In a webinar on Tuesday, DoubleLine Funds offered its outlook on emerging markets and provided an in-depth look at risks in China and Brazil specifically.
DoubleLine identified several country-specific risks for investors in emerging markets: what it called the "terrible three" of Argentina, Venezuela and Ukraine; countries in transition like Brazil and Russia; and, of course, Greece. (MSCI downgraded Greece from developed to emerging market status in late 2013.)
Rising Treasury yields, the global slowdown in growth and falling commodity prices are also risk factors, according to Luz Padilla, director of emerging markets fixed income for DoubleLine.
Padilla said it looks like the Federal Reserve will not increase rates this year, but if it does, the increase will happen slowly enough that it won't have a significant impact on emerging market debt.
Both developed and emerging markets' growth have shown a "ratcheting down," Padilla said. The International Monetary Fund recently released its growth expectations for 2016, predicting emerging markets will grow 4.5%, down from 4.7%. Globally, growth is expected to be down to 3.6%, and in developed markets it's 2.2%.
DoubleLine is also watching elections in Argentina, Venezuela and Turkey in 2015, and in the Dominican Republic, Peru, the Philippines and the U.S. in 2016, Padilla said.
Venezuela continues to have issues with oil pricing, Padilla said, and Nigeria has struggled with energy prices as well.
"No doubt we have seen a deterioration in the growth market for emerging market debt, but a lot of these economies are coming from a pretty robust base, so I think they can manage the slowdown," she said.
DoubleLine funds were down 2.5% to 2.8% in September, Padilla said. "Part of that differential has been attributable to the Ukraine restructuring, but also, Russia has had a very sharp rebound and we have been out of Russian bonds this year," she noted.
"We're mostly watching the situation in China and growth expectations, and specifically how those correlate to commodity prices," Padilla said. "We're also monitoring the situation in Brazil very carefully because that has had implication in terms of sentiment for the rest of the region."
Bill Campbell, an analyst for DoubleLine, said that the situation in China has caused "major indigestion in world markets, especially in this past quarter."
The equity rally that began last year was promoted by the government, he said, and was expected to offset the weakness in the housing market.
"This crescendoed on June 10," he said, when it was expected that MSCI was going to include China A-shares in its emerging market indexes. That didn't happen, which "was pretty much the marker of when this equity market rally had gotten ahead of itself" and started to unwind.
As investors began to unwind equities, the government pushed a stability fund, required purchases from state-owned companies of their own equities, then sold securities held less than six months, "all in an attempt to stabilize the market," which they did, according to Campbell.
"Unfortunately, these interventions caused a distortion in the market," he added. "People had been looking at the equity market as an indication of underlying strength or weakness of the Chinese economy, but now the government intervention stabilizing the equity market has clouded that as an indicator for market participants."
In August, the People's Bank of China devalued their currency 2%, Campbell said. "That seems like a very small amount, but we can see is that basically erased the gains that their currency had seen over the past two years."
He added that "there is no doubt that China's growth has been slowing since their stimulus following the global financial crisis." The country is changing its growth model from an export and investment-led model to a more services- and consumption-based model of a developed economy and are still in that transition, he said. Slower growth is typical during those types of transitions, according to Campbell.
China has a "very strong balance sheet," Campbell said, with reserves of $3.6 trillion, net foreign assets of $4.4 trillion and a trade surplus of an average $45 billion a month. "They have a lot of reserves in order to help implement policy levers that can support growth," he said.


# PROBLEM STATEMENT
Give back the entire listing that follows, exactly.
++++ THE DATA
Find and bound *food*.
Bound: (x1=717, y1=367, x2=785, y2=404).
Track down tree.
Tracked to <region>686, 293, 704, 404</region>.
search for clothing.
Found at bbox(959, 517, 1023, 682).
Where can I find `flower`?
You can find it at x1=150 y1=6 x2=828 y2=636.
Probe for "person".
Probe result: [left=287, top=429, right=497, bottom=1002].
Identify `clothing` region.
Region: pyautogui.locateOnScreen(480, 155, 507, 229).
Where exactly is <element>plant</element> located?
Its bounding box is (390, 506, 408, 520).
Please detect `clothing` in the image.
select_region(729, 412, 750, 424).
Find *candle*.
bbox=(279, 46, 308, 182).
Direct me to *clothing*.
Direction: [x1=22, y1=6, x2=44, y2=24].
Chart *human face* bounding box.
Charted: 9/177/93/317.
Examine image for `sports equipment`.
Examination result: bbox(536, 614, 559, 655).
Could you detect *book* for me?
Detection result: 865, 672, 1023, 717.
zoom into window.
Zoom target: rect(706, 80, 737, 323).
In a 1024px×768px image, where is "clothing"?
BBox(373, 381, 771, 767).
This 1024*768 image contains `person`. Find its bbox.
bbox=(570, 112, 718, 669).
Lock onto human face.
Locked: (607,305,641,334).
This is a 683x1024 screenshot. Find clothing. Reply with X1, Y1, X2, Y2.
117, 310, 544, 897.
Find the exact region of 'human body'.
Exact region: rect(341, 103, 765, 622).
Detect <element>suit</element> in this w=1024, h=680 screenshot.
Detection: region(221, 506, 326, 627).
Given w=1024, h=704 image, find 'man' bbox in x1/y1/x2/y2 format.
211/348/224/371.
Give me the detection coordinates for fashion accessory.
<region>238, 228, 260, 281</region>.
++++++++
# OUTPUT FOR THIS EXERCISE
Find and bound *food*.
Bound: (x1=717, y1=367, x2=785, y2=404).
Track down tree.
Tracked to <region>686, 293, 704, 404</region>.
search for clothing.
Found at bbox(959, 517, 1023, 682).
Where can I find `flower`?
You can find it at x1=150 y1=6 x2=828 y2=636.
Probe for "person".
Probe result: [left=287, top=429, right=497, bottom=1002].
Identify `clothing` region.
Region: pyautogui.locateOnScreen(480, 155, 507, 229).
Where exactly is <element>plant</element> located?
Its bounding box is (390, 506, 408, 520).
Please detect `clothing` in the image.
select_region(729, 412, 750, 424).
Find *candle*.
bbox=(279, 46, 308, 182).
Direct me to *clothing*.
Direction: [x1=22, y1=6, x2=44, y2=24].
Chart *human face* bounding box.
Charted: 9/177/93/317.
Examine image for `sports equipment`.
Examination result: bbox(536, 614, 559, 655).
Could you detect *book* for me?
Detection result: 865, 672, 1023, 717.
zoom into window.
Zoom target: rect(706, 80, 737, 323).
In a 1024px×768px image, where is "clothing"?
BBox(373, 381, 771, 767).
This 1024*768 image contains `person`. Find its bbox.
bbox=(570, 112, 718, 669).
Lock onto human face.
Locked: (607,305,641,334).
This is a 683x1024 screenshot. Find clothing. Reply with X1, Y1, X2, Y2.
117, 310, 544, 897.
Find the exact region of 'human body'.
Exact region: rect(341, 103, 765, 622).
Detect <element>suit</element> in this w=1024, h=680 screenshot.
Detection: region(221, 506, 326, 627).
Given w=1024, h=704 image, find 'man' bbox in x1/y1/x2/y2 format.
211/348/224/371.
Give me the detection coordinates for fashion accessory.
<region>238, 228, 260, 281</region>.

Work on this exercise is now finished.